One of the greatest losses that a company can experience is damage to it physical documents. Salvaging these assets after a natural disaster often requires immediate assistance from professional document recovery services so you don’t experience more delays than necessary to resume normal business operations. By taking a proactive approach with mitigation strategies, you can prevent the loss of important business records and avoid the need for natural disaster document recovery.
Tips from Document Recovery Experts to Protect Important Records
- Assess natural disasters and their risks: Using your business’ disaster preparedness plan, evaluate how the natural disasters identified as risks could affect the documents in your office. For example, a flood may damage documents stored in desks and on shelves. An earthquake could cause files stored in boxes to fall. When you know the risks that natural disasters pose to your critical business documents and other assets, you can create a more comprehensive plan to protect them.
- Identify the most valuable documents, files and records: Consider the consequences of losing your most valuable documents and outline a plan to keep these and future records safe.
- Offsite Storage: Store important documents at a secure off-site location like a bank’s vault or safe deposit box. Important documents can include legal documents, deeds, titles, historical archives, insurance policies and those that establish your identity and your business’ legitimacy. If you need to access these files at the office, keep a copy onsite. If your bank is in a vulnerable area, such as a flood zone, consider using the vault or safe deposit box in a branch that’s in a nearby city.
- Make digital copies: Scan your business’ vital documents and store the electronic files on an external hard drive, flash drive or with an online secure cloud storage solution. If you store the files on an external hard drive or flash drive, keep it at a secure off-site location.
- Regularly backup electronic documents: Backup electronic files related to your business to an external drive or online at intervals you deem important, daily, weekly quarterly, or annually. Important documents or files vary on each individual business, but common files to protect could include those related to inventory, customer contact lists, payroll records, tax information and billing statements.
- Protect onsite documents: Invest in fire-, water- and impact-resistant file cabinets for the office. As part of your emergency preparedness plan, implement a policy that states employees must store their files in the cabinets instead of their inside their desks or on shelves.
- Remain compliant: Make sure the place and manner in which your business saves and retrieves its physical and electronic documents is compliant with applicable privacy laws and industry regulations.
- Prepare the property: Reduce the need for natural disaster document recovery by preparing the physical site. Ways to do this include:
- Tightening the building’s envelop against the elements.
- Scheduling regular building inspections to look for issues that could become problematic in the future, such as plumbing problems or old wiring.
- Installing protective equipment like hurricane shutters for doors and windows.
- Anchoring shelves and other large equipment to the wall and/or floor.
- Storing documents above flood level. If the building has multiple stories, store documents on the second floor or higher.
If your business experiences water damage, one of the best things that you can do to ensure business continuity is call Polygon right away to start the document recovery process. If you are looking to plan ahead, we can provide more information about our natural disaster document recovery services and how they can fit into your business’ emergency preparedness plan.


WHAT TO PRODUCE - Your answer should be a single number, the count of lines in the material with the string "minutes".

SUPPLIED RECORDS -
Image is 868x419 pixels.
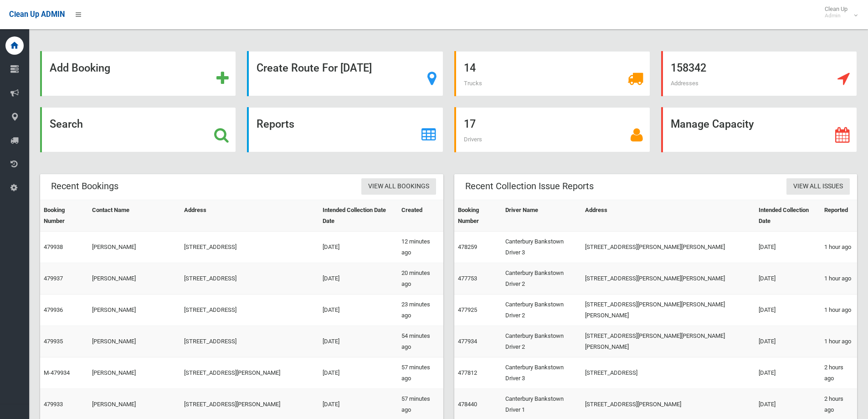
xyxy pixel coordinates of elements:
a: 14 Trucks [454,51,650,96]
strong: 14 [464,62,476,74]
td: [DATE] [319,263,398,295]
span: Trucks [464,80,482,86]
td: [PERSON_NAME] [88,232,180,263]
td: [STREET_ADDRESS][PERSON_NAME] [180,357,319,389]
strong: 17 [464,117,476,130]
td: [STREET_ADDRESS] [180,263,319,295]
header: Recent Collection Issue Reports [454,177,605,195]
td: [STREET_ADDRESS] [180,232,319,263]
a: 479938 [44,244,63,250]
strong: Create Route For [DATE] [256,62,372,74]
td: Canterbury Bankstown Driver 2 [502,263,581,295]
span: Clean Up ADMIN [9,10,65,18]
a: 479935 [44,338,63,345]
a: 479933 [44,401,63,408]
td: 2 hours ago [820,357,857,389]
th: Booking Number [40,200,88,232]
td: [DATE] [755,357,820,389]
th: Intended Collection Date Date [319,200,398,232]
td: [PERSON_NAME] [88,326,180,357]
td: Canterbury Bankstown Driver 2 [502,326,581,357]
td: 1 hour ago [820,232,857,263]
td: 12 minutes ago [398,232,443,263]
span: Clean Up [820,6,857,19]
td: [PERSON_NAME] [88,263,180,295]
td: [PERSON_NAME] [88,295,180,326]
td: Canterbury Bankstown Driver 3 [502,357,581,389]
td: [STREET_ADDRESS][PERSON_NAME][PERSON_NAME] [581,232,755,263]
strong: 158342 [671,62,706,74]
td: [DATE] [755,295,820,326]
th: Contact Name [88,200,180,232]
a: View All Issues [787,178,850,195]
a: 478259 [458,244,477,250]
td: [DATE] [319,326,398,357]
td: [DATE] [755,326,820,357]
td: 23 minutes ago [398,295,443,326]
td: 57 minutes ago [398,357,443,389]
td: [DATE] [319,295,398,326]
th: Address [180,200,319,232]
td: [DATE] [319,357,398,389]
td: 1 hour ago [820,263,857,295]
strong: Add Booking [49,62,110,74]
th: Intended Collection Date [755,200,820,232]
a: 477934 [458,338,477,345]
td: [STREET_ADDRESS] [180,326,319,357]
strong: Reports [256,117,294,130]
th: Address [581,200,755,232]
td: [PERSON_NAME] [88,357,180,389]
td: [STREET_ADDRESS][PERSON_NAME][PERSON_NAME][PERSON_NAME] [581,295,755,326]
th: Driver Name [502,200,581,232]
span: Addresses [671,80,699,86]
a: 478440 [458,401,477,408]
small: Admin [825,12,848,19]
td: [STREET_ADDRESS] [581,357,755,389]
a: 17 Drivers [454,107,650,152]
span: Drivers [464,136,482,143]
header: Recent Bookings [40,177,129,195]
strong: Search [49,117,83,130]
a: Manage Capacity [661,107,857,152]
a: 479937 [44,275,63,282]
td: [DATE] [319,232,398,263]
a: View All Bookings [362,178,436,195]
td: [STREET_ADDRESS][PERSON_NAME][PERSON_NAME] [581,263,755,295]
a: Add Booking [40,51,236,96]
td: 54 minutes ago [398,326,443,357]
td: 20 minutes ago [398,263,443,295]
th: Created [398,200,443,232]
strong: Manage Capacity [671,117,754,130]
td: [DATE] [755,263,820,295]
td: Canterbury Bankstown Driver 2 [502,295,581,326]
td: 1 hour ago [820,295,857,326]
a: Search [40,107,236,152]
td: [STREET_ADDRESS][PERSON_NAME][PERSON_NAME][PERSON_NAME] [581,326,755,357]
a: 479936 [44,307,63,313]
a: M-479934 [44,369,70,376]
th: Booking Number [454,200,502,232]
a: 477812 [458,369,477,376]
td: [STREET_ADDRESS] [180,295,319,326]
td: Canterbury Bankstown Driver 3 [502,232,581,263]
a: 477925 [458,307,477,313]
td: 1 hour ago [820,326,857,357]
th: Reported [820,200,857,232]
a: 158342 Addresses [661,51,857,96]
a: Create Route For [DATE] [247,51,443,96]
a: Reports [247,107,443,152]
td: [DATE] [755,232,820,263]
a: 477753 [458,275,477,282]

YOUR RESPONSE - 5